‘It was them ruddy Japs,’ my mother said.

Johnny Forrest’s dad was slap bang in the middle of the road right outside our house.

‘They were cruel devils, they tortured their prisoners,’ she added.

My Mum said Johnny Forrest’s dad was ‘a nice fella’ but today he was red-faced and raging at the top of his voice. Normally he was softly spoken and polite. Now it was forbidden swear words and little else.

‘That’s how it left poor devils like him’.

There was nobody there as the obvious recipient of his anger and our neighbours were all indoors avoiding their windows.

‘Come away. Somebody will fetch him’.

Usually, though, a comfortable web of activity surrounded our lives at number 100 Purbeck Road. A green double-decker bus, on route to the King’s Statue down on the seafront, grumbled past our house, shuddering with its gear change just before the entrance to The Rec, on the hour, at twenty past and at twenty to.

The road sweeper made sleepy brush strokes along the gutter outside our hedge on hot summer days. From about the age of four, I would rush for my mother’s broom if I heard his metal barrow clanking along the road. I followed behind him as his apprentice providing the finishing touches, to be rewarded with elegant piles of sandy dust, twigs and leaves, lollipop sticks, cigarette packets and matchboxes.

Another regular along Purbeck Road in the years before I went to school, was Mrs Crosby, the afternoon paper lady. Whatever the weather, she wore a headscarf and gabardine coat stained and stiffened by newsprint. Bent in upon herself, with a hooked nose, and hurried, indistinct vocalisations, she wheeled a daily bulk of South Dorset Gazettes in a baby’s pram. I used to frequently ask my mother if I could help Mrs Crosby and was told that I must not make a nuisance of myself. Like a tiresome dog that brings back a stick too quickly, I would be at her side asking for another paper to deliver, making more work than I spared her.

The baker made a perfunctory bread delivery at mid-morning every day and the Co-op grocery boxes arrived each Tuesday. My mother seemed a little ill at ease with the eager banter from the bespectacled, lanky man who brought these provisions, who actually stepped inside the back door to place the heavy cardboard boxes directly onto the top of our kitchen cupboard.
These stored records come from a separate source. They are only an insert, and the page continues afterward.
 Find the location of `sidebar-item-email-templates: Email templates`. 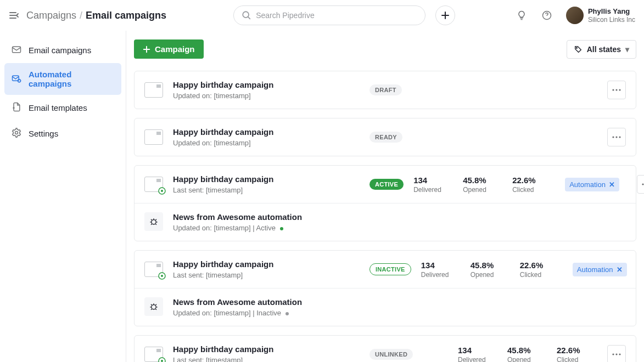

sidebar-item-email-templates: Email templates is located at coordinates (63, 108).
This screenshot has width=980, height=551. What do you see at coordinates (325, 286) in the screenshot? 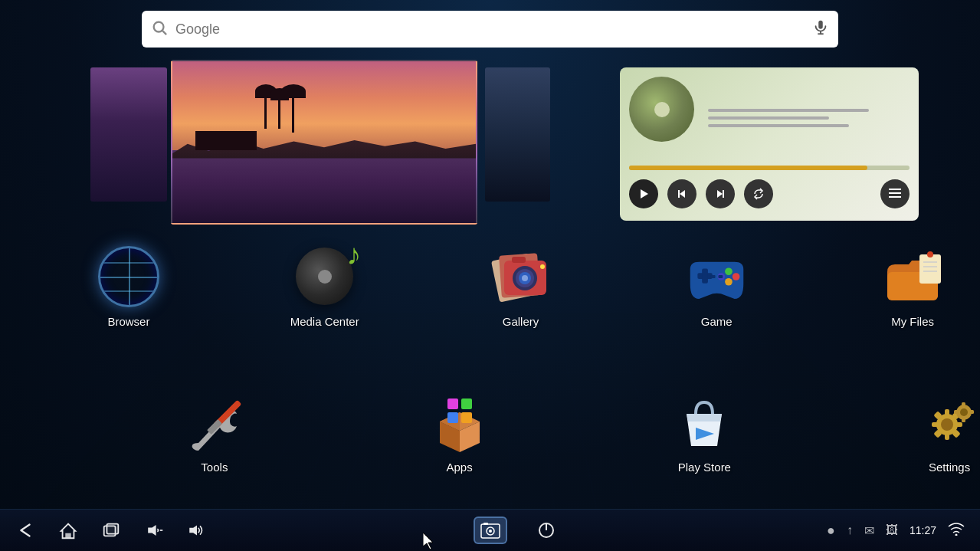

For me, the most exciting of the street-based merchants who trekked across the Shorehaven estate was the fishmonger. His heavy wooden barrow, with swinging pails of fish and sculpted weighing scales with iron weights, creaked along our road in the early morning. His cry, intriguing but also, like Mrs Crosby’s diction, menacing in its indecipherability, would sometimes wake me on summer days. Fresh West Bay mackerel, caught during the night, were announced in a voice growing louder as it approached.

‘Wheeeeeeeey…..Krull!’

The surprise breakfasts that followed, the meaty aroma imperious about the kitchen, the salty sea still swimming through the fibrous flesh. Like childhood itself, never as immediate again, never so exquisitely recaptured.

There were the less-told tales though, the ones reserved for my times alone with my mother. Her voice would drop to a heavy whisper with breathy emphasis. Her shoulders became hunched as if she had to shake the most distressing words from her lips by means of a rapid, sideways shaking of her head.

‘Those camps, when we saw them on the newsreels at the pictures after the war, I just couldn’t believe it. Belsen. Those wretches, they weren’t human. All skin and bone. Couldn’t walk some of them, had to be carried. Like skeletons. I couldn’t bear to look, couldn’t get it out of my head. I kept seeing them for ages.’

Vivid, all around her for my mother. It was the lived present. The panorama and the spectacle of war, the defiant rhetoric of Winston Churchill. The huge, shared purpose. The horrors, the moments when the restraint slipped. The persistent and recurring memories.

All in the past for me. Before my birth, before my life. It was history, as were cavemen and Romans. I was born at the beginning of a New Age. 1946. The world had been scoured, scorched and cleansed at a terrible cost. Chance had chosen me and my generation to be its most fortunate beneficiaries.